A common misinterpretation of paradigms is the belief that the discovery of paradigm shifts and the dynamic nature of science (with its many opportunities for subjective judgments by scientists) are a case for relativism:  the view that all kinds of belief systems are equal. Kuhn vehemently denies this interpretation and states that when a scientific paradigm is replaced by a new one, albeit through a complex social process, the new one is always better, not just different.

These claims of relativism are, however, tied to another claim that Kuhn does at least somewhat endorse: that the language and theories of different paradigms cannot be translated into one another or rationally evaluated against one another — that they are incommensurable. This gave rise to much talk of different peoples and cultures having radically different worldviews or conceptual schemes — so different that whether or not one was better, they could not be understood by one another. However, the philosopher Donald Davidsonpublished a highly regarded essay in 1974, "On the Very Idea of a Conceptual Scheme" (Proceedings and Addresses of the American Philosophical Association, Vol. 47, (1973-1974), pp. 5–20) arguing that the notion that any languages or theories could be incommensurable with one another was itself incoherent. If this is correct, Kuhn's claims must be taken in a weaker sense than they often are. Furthermore, the hold of the Kuhnian analysis on social science has long been tenuous with the wide application of multi-paradigmatic approaches in order to understand complex human behaviour (see for example John Hassard, Sociology and Organization Theory: Positivism, Paradigm and Postmodernity. Cambridge University Press, 1993, ISBN 0521350344.)
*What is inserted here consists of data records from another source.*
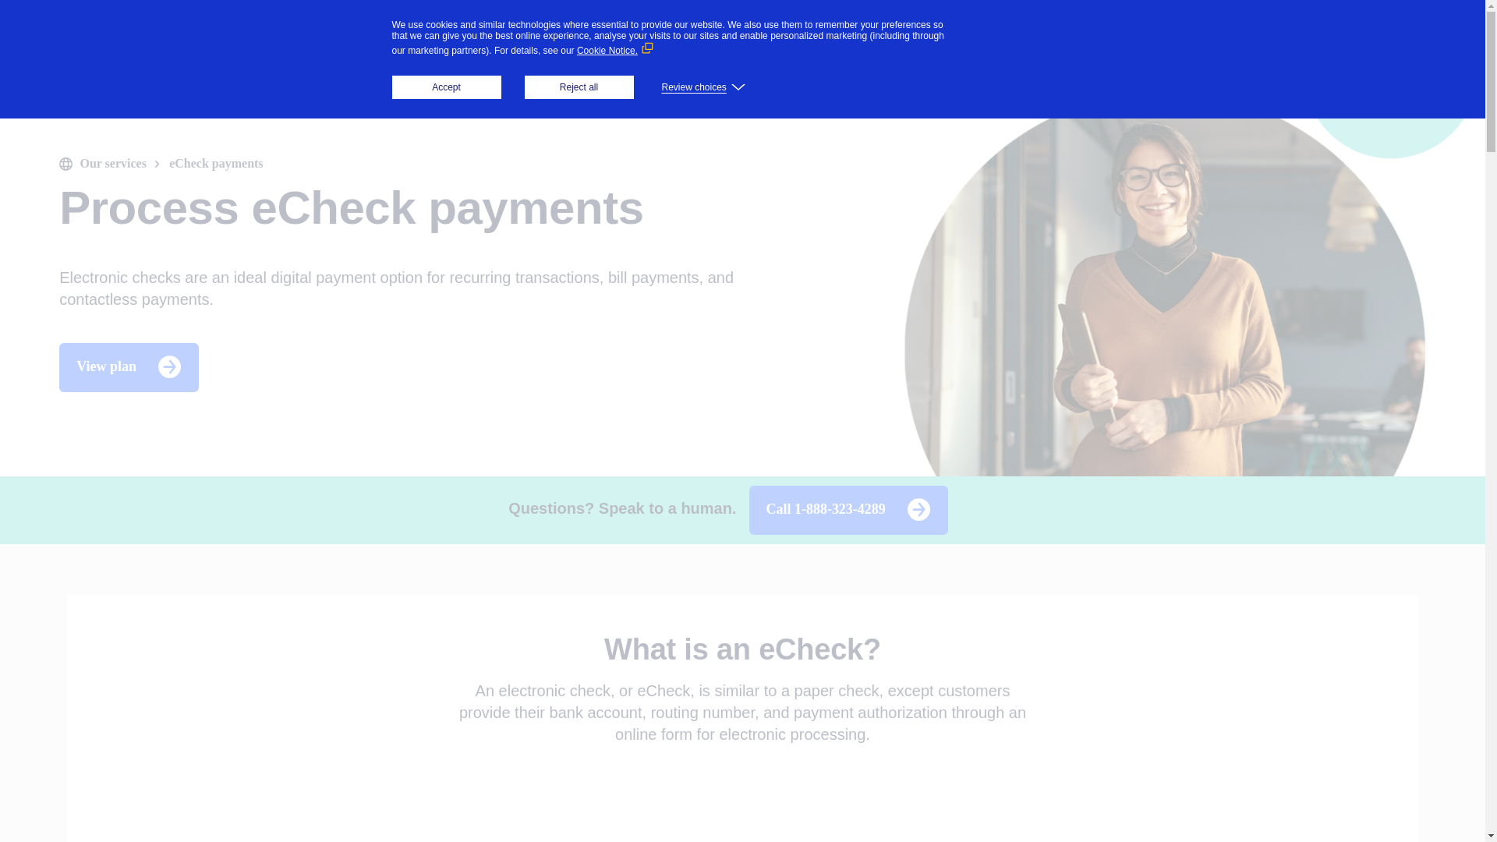 Image resolution: width=1497 pixels, height=842 pixels. Describe the element at coordinates (1412, 33) in the screenshot. I see `Sign up now` at that location.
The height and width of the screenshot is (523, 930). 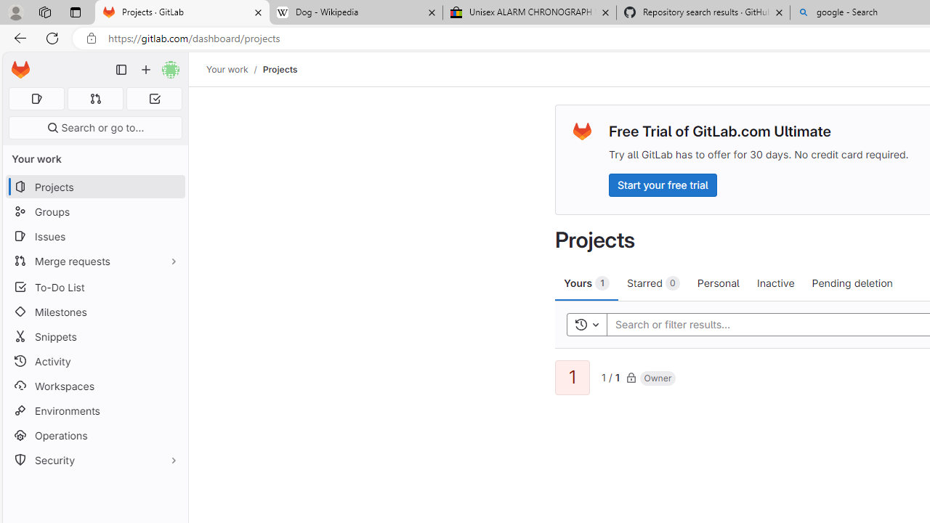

Paradigm shifts tend to be most dramatic in sciences that appear to be stable and mature, as in physics at the end of the 19th century. At that time, physics seemed to be a discipline filling in the last few details of a largely worked-out system. In 1900, Lord Kelvin famously told an assemblage of physicists at the British Association for the Advancement of Science, "There is nothing new to be discovered in physics now. All that remains is more and more precise measurement."[3] Five years later, Albert Einstein published his paper on special relativity, which challenged the very simple set of rules laid down by Newtonian mechanics, which had been used to describe force and motion for over two hundred years.

In The Structure of Scientific Revolutions, Kuhn wrote, "Successive transition from one paradigm to another via revolution is the usual developmental pattern of mature science." (p. 12) Kuhn's idea was itself revolutionary in its time, as it caused a major change in the way that academics talk about science. Thus, it could be argued that it caused or was itself part of a "paradigm shift" in the history and sociology of science. However, Kuhn would not recognise such a paradigm shift. In the social sciences, people can still use earlier ideas to discuss the history of science.